Charles Loeser

Charles Loeser
Born January 11, 1864
Died March 15, 1928
Resting place Cimitero degli Allori[1]

Charles Alexander Loeser (18641928) was an American art historian and art collector.

Life

He was born in New York City into a family of German origin. After completing his Master of Arts degree in Philosophy at Harvard University in 1888 he decided to travel to Europe and visit his friend and fellow Harvard Alum, George Santayana. He settled into Florence in 1890 where he met and married famous German pianist Olga Lebert Kaufmann, and spent the rest of his life here collecting and studying Medieval and early Renaissance art and furniture. He purchased his Villa Torri Gattaia around 1908 and started on renovations. Nestled into the Florentine hills behind San Miniato al Monte. In Florence, Loeser cultivated his studies. He devoted himself to his studies and the collecting of works of art, and furniture that was flooding the market at the turn of the century. He was like many other English and Americans resident in the city at that time.

Collection

At his death, Loeser’s remarkable collection that totalled over 1,000 pieces comprised over two hundred and fifty Old Master prints and drawings, numerous period furnishings, paintings, sculptures and works of applied art. Most were works of Italian Medieval and Renaissance art, but there were also contemporary works, such a collection of Cézanne paintings. Loeser was one of the first to appreciate the artist along with Italian-American collector Egisto Fabbri. The whole collection was characterized by the austere sobriety with which these precious antiques and works of art furnished the various rooms of the villa.

Cimitero degli Allori, Charles Loeser

Charles Loeser died during a visit to New York in 1928 but he is nevertheless buried in Florence, Cimitero Evangelico agli Allori. In his will that was drawn up two years earlier, he had ordained that on his death the collection of Old Master prints and drawings would be donated to the Fogg Art Museum at Harvard University, that the President of the United States would be able to choose eight of his prized Cézannes "to adorn the White House", and that the selection of over thirty works of art and period furnishings indicated by him should be bequeathed to the City Council of his adoptive city. The Palazzo Vecchio took this collection which would later be known as the "Loeser Bequest”. The Bequest still adorns the rooms of the Quartiere del Mezzanino of Palazzo Vecchio, laid out in line with aesthetic canons similar to those that characterized the interiors of the aristocratic mansions of Renaissance Florence, and which the collectors of Loeser’s time tended to reproduce in their private residences. The collection was originally set up in the Mezzanino by curator, Alfredo Lensi. He had the same vision that Loeser had arranged the space in the Florentine style which kept chronology and style separate from the aesthetic value of the works together. This collection can still be seen in the Palazzo Vecchio set up similarly to how Loeser would have lived with the pieces in his Villa.[2]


WHAT THIS TASK INVOLVES ->
Reproduce every entry in the listing without alteration.

GIVEN ENTRIES ->
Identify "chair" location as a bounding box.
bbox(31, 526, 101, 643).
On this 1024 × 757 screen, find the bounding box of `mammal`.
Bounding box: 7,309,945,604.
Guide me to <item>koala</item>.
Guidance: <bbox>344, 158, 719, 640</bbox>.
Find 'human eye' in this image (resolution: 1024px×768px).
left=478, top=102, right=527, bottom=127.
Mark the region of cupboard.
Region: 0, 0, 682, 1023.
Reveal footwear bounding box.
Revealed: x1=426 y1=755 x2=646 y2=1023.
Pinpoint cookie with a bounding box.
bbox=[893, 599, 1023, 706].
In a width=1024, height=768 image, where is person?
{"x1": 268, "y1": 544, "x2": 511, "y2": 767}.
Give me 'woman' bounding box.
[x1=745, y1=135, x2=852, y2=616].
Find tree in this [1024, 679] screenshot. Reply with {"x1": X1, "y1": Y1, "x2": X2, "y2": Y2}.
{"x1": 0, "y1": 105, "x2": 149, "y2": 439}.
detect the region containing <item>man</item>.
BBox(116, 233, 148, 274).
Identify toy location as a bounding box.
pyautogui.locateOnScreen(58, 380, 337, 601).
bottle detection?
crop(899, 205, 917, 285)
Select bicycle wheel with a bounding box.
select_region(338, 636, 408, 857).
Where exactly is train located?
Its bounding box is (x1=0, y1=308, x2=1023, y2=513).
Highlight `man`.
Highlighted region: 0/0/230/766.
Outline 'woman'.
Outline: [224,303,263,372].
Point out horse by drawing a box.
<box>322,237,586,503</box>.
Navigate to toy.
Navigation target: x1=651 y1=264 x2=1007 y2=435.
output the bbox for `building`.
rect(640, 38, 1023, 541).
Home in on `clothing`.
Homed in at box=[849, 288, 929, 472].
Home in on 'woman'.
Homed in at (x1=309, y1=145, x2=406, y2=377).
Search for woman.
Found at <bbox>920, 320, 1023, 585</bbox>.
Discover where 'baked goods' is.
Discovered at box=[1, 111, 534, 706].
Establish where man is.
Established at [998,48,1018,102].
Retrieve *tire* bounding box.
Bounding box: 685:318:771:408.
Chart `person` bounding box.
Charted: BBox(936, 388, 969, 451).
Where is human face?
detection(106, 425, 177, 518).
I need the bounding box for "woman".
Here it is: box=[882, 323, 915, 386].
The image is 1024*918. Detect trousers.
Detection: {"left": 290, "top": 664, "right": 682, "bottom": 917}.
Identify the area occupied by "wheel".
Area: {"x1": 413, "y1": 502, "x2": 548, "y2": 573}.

ANSWER AREA ->
Identify "chair" location as a bounding box.
bbox(31, 526, 101, 643).
On this 1024 × 757 screen, find the bounding box of `mammal`.
Bounding box: 7,309,945,604.
Guide me to <item>koala</item>.
Guidance: <bbox>344, 158, 719, 640</bbox>.
Find 'human eye' in this image (resolution: 1024px×768px).
left=478, top=102, right=527, bottom=127.
Mark the region of cupboard.
Region: 0, 0, 682, 1023.
Reveal footwear bounding box.
Revealed: x1=426 y1=755 x2=646 y2=1023.
Pinpoint cookie with a bounding box.
bbox=[893, 599, 1023, 706].
In a width=1024, height=768 image, where is person?
{"x1": 268, "y1": 544, "x2": 511, "y2": 767}.
Give me 'woman' bounding box.
[x1=745, y1=135, x2=852, y2=616].
Find tree in this [1024, 679] screenshot. Reply with {"x1": X1, "y1": Y1, "x2": X2, "y2": Y2}.
{"x1": 0, "y1": 105, "x2": 149, "y2": 439}.
detect the region containing <item>man</item>.
BBox(116, 233, 148, 274).
Identify toy location as a bounding box.
pyautogui.locateOnScreen(58, 380, 337, 601).
bottle detection?
crop(899, 205, 917, 285)
Select bicycle wheel with a bounding box.
select_region(338, 636, 408, 857).
Where exactly is train located?
Its bounding box is (x1=0, y1=308, x2=1023, y2=513).
Highlight `man`.
Highlighted region: 0/0/230/766.
Outline 'woman'.
Outline: [224,303,263,372].
Point out horse by drawing a box.
<box>322,237,586,503</box>.
Navigate to toy.
Navigation target: x1=651 y1=264 x2=1007 y2=435.
output the bbox for `building`.
rect(640, 38, 1023, 541).
Home in on `clothing`.
Homed in at box=[849, 288, 929, 472].
Home in on 'woman'.
Homed in at (x1=309, y1=145, x2=406, y2=377).
Search for woman.
Found at <bbox>920, 320, 1023, 585</bbox>.
Discover where 'baked goods' is.
Discovered at box=[1, 111, 534, 706].
Establish where man is.
Established at [998,48,1018,102].
Retrieve *tire* bounding box.
Bounding box: 685:318:771:408.
Chart `person` bounding box.
Charted: BBox(936, 388, 969, 451).
Where is human face?
detection(106, 425, 177, 518).
I need the bounding box for "woman".
Here it is: box=[882, 323, 915, 386].
The image is 1024*918. Detect trousers.
Detection: {"left": 290, "top": 664, "right": 682, "bottom": 917}.
Identify the area occupied by "wheel".
Area: {"x1": 413, "y1": 502, "x2": 548, "y2": 573}.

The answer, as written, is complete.